Each summer has been a step toward Snyder's ultimate goal—attending Berklee full time. But she almost didn't make it to the Five-Week Performance Program. She just couldn't come up with the tuition. "At home it's just me and my mom, and we have very limited funding," Snyder says. "When I originally told my mom, she was real skeptical about it. She didn't want me to get my hopes up … because she knew we couldn't afford it." And, indeed, the original scholarship that Snyder won wasn't enough to cover the cost. So she decided that she wouldn't be able to come and notified her employer that she would be available for the whole summer.

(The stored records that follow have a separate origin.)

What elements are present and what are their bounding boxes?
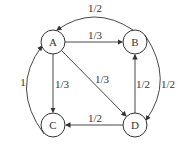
node-c-label: C [49, 119, 56, 131]
edge-a-d-label: 1/3 [95, 73, 110, 85]
edge-c-a-label: 1 [20, 76, 26, 88]
edge-d-c-label: 1/2 [88, 112, 102, 124]
node-b-label: B [131, 36, 138, 48]
graph-canvas: A B C D 1/3 1/3 1/3 1/2 1/2 1 1/2 1/2 [0, 0, 188, 155]
edge-b-d-label: 1/2 [161, 78, 175, 90]
edge-b-a-label: 1/2 [88, 2, 102, 14]
edge-a-b-label: 1/3 [88, 29, 103, 41]
node-d-label: D [131, 119, 139, 131]
edge-a-c-label: 1/3 [55, 78, 70, 90]
node-a-label: A [49, 36, 57, 48]
edge-d-b-label: 1/2 [136, 78, 150, 90]
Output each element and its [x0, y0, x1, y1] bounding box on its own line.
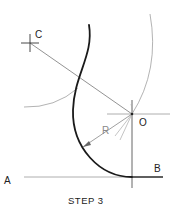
label-o: O [139, 117, 147, 128]
construction-arc-small [24, 88, 78, 107]
construction-arc-large [132, 14, 153, 114]
label-b: B [154, 163, 161, 174]
heavy-tangent-curve [73, 25, 132, 177]
line-c-to-o [30, 43, 132, 114]
label-c: C [35, 29, 42, 40]
construction-diagram: C O A B R STEP 3 [0, 0, 175, 215]
step-caption: STEP 3 [68, 195, 104, 206]
label-a: A [4, 175, 11, 186]
label-r: R [102, 125, 109, 136]
center-point-o [131, 113, 134, 116]
radius-arrowhead [83, 141, 91, 147]
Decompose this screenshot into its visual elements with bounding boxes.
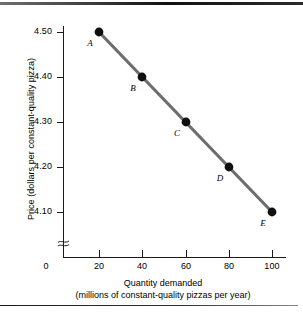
demand-curve-figure: 4.50 4.40 4.30 4.20 4.10 0 20 40 60 80 1… [0,6,303,302]
point-label-b: B [126,84,140,93]
x-axis-title-line-1: Quantity demanded [124,278,203,288]
data-point-d [225,163,234,172]
top-divider-rule [0,2,303,5]
data-point-b [138,73,147,82]
point-label-a: A [83,39,97,48]
x-axis-title: Quantity demanded (millions of constant-… [38,278,288,301]
data-point-e [268,208,277,217]
x-axis-title-line-2: (millions of constant-quality pizzas per… [38,290,288,302]
bottom-divider-rule [0,305,298,306]
data-point-c [182,118,191,127]
point-label-c: C [170,129,184,138]
demand-curve [0,6,303,302]
data-point-a [95,28,104,37]
plot-area: 4.50 4.40 4.30 4.20 4.10 0 20 40 60 80 1… [0,6,303,302]
point-label-d: D [213,174,227,183]
point-label-e: E [256,219,270,228]
y-axis-title: Price (dollars per constant-quality pizz… [26,39,36,239]
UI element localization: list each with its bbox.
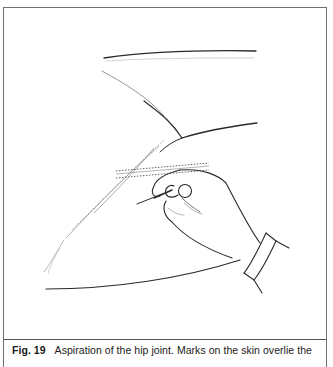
figure-frame: Fig. 19Aspiration of the hip joint. Mark… <box>3 7 327 367</box>
caption-text: Aspiration of the hip joint. Marks on th… <box>55 344 312 356</box>
body-outline <box>46 51 257 289</box>
figure-caption: Fig. 19Aspiration of the hip joint. Mark… <box>12 344 324 356</box>
figure-label: Fig. 19 <box>12 344 46 356</box>
vessel-lines <box>44 140 164 274</box>
shirt-cuff <box>244 233 289 293</box>
hand <box>152 170 260 258</box>
caption-divider <box>4 339 326 340</box>
hip-aspiration-illustration <box>4 8 326 339</box>
needle <box>137 190 172 204</box>
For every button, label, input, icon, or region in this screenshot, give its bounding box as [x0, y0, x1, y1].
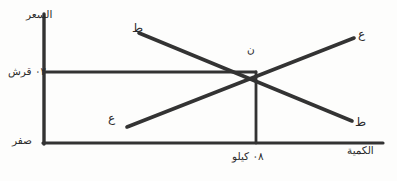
- demand-curve-line: [139, 33, 352, 121]
- demand-curve-label-start: ط: [132, 22, 143, 34]
- supply-curve-line: [127, 38, 354, 127]
- y-tick-label-twenty: ٢٠ قرش: [8, 67, 46, 78]
- x-axis-title: الكمية: [347, 146, 374, 157]
- diagram-canvas: [0, 0, 397, 181]
- supply-curve-label-end: ع: [358, 28, 365, 40]
- y-axis-title: السعر: [26, 10, 52, 21]
- supply-curve-label-start: ع: [108, 112, 115, 124]
- supply-demand-figure: السعر الكمية ٢٠ قرش صفر ٨٠ كيلو ط ط ع ع …: [0, 0, 397, 181]
- equilibrium-point-label: ن: [247, 45, 255, 56]
- y-tick-label-zero: صفر: [12, 136, 32, 147]
- demand-curve-label-end: ط: [355, 116, 366, 128]
- x-tick-label-eighty: ٨٠ كيلو: [232, 152, 264, 163]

Then she received a letter in late May informing her that she was the recipient of the Evans Scholarship from the D'Addario Foundation. It didn't cover the full cost of the program, but "that made it possible," Snyder says. She discussed it with her mother, who fully supported her. "She said, ‘Let's go for it, Bonnie, let's put everything we've got into getting you there,'" Snyder says. She gathered the rest of the money from various sources, such as sponsorships from the Kiwanis of Maryland and her grandfather's business, graduation gifts, and her part-time job.
But by that point, the deadlines for housing applications had passed. "That was late May, early June. That was cutting it close," Snyder says. Her mother called the school to try to work out alternate arrangements and was able to find a spot. Her advice for future applicants: "Make sure you get your housing applications in early!"
When she was here, she was excited to experiment with different instruments and beats. The open drum circle was one of her favorite classes, because of the variety. "We played djembe, an African drum, last week. And the week before that we started out with some conga stuff," Snyder says.
By far, the highlight of the five-week program for her was her private lesson, which was taught by percussion department faculty member Rod Morgenstein. Before classes started he performed for the drummers, and "he blew me away," Snyder says. She was intimidated when she found out that Morgenstein had done two compilations with Jordan Rudess, the keyboardist with Dream Theater, her favorite band. "But he really sat down and worked with me," Snyder says. "I told him I wanted to get into some progressive rock tempos. He gave me a sheet of music in 7/8, 15/16, 12/8, just all sorts of weird times."
Of course music isn't easy, especially for a female drummer in a field dominated by guys. "I was really nervous when I got here, but I realized that I'm here for my own benefit, to worry about how I play and how I can improve my own talent and to work with the teachers. I'm not here … to compare who's the top kid."
Yet the opportunity to play in front of and with other students—outside of classes as well as in—is what attracted her to the five-week program.
"One of the reasons I'm here is to become less shy in my playing," she says. Her rock/pop ensemble, in which students practice for a performance at the end of the program, is one way to do that. Another is after-hours jam sessions. A friend of Snyder's reserved an ensemble room one night and gathered some people together. "We just played what we thought, what we felt. I'm not used to meeting people I've never worked with before and just playing," Snyder says. "It was really neat."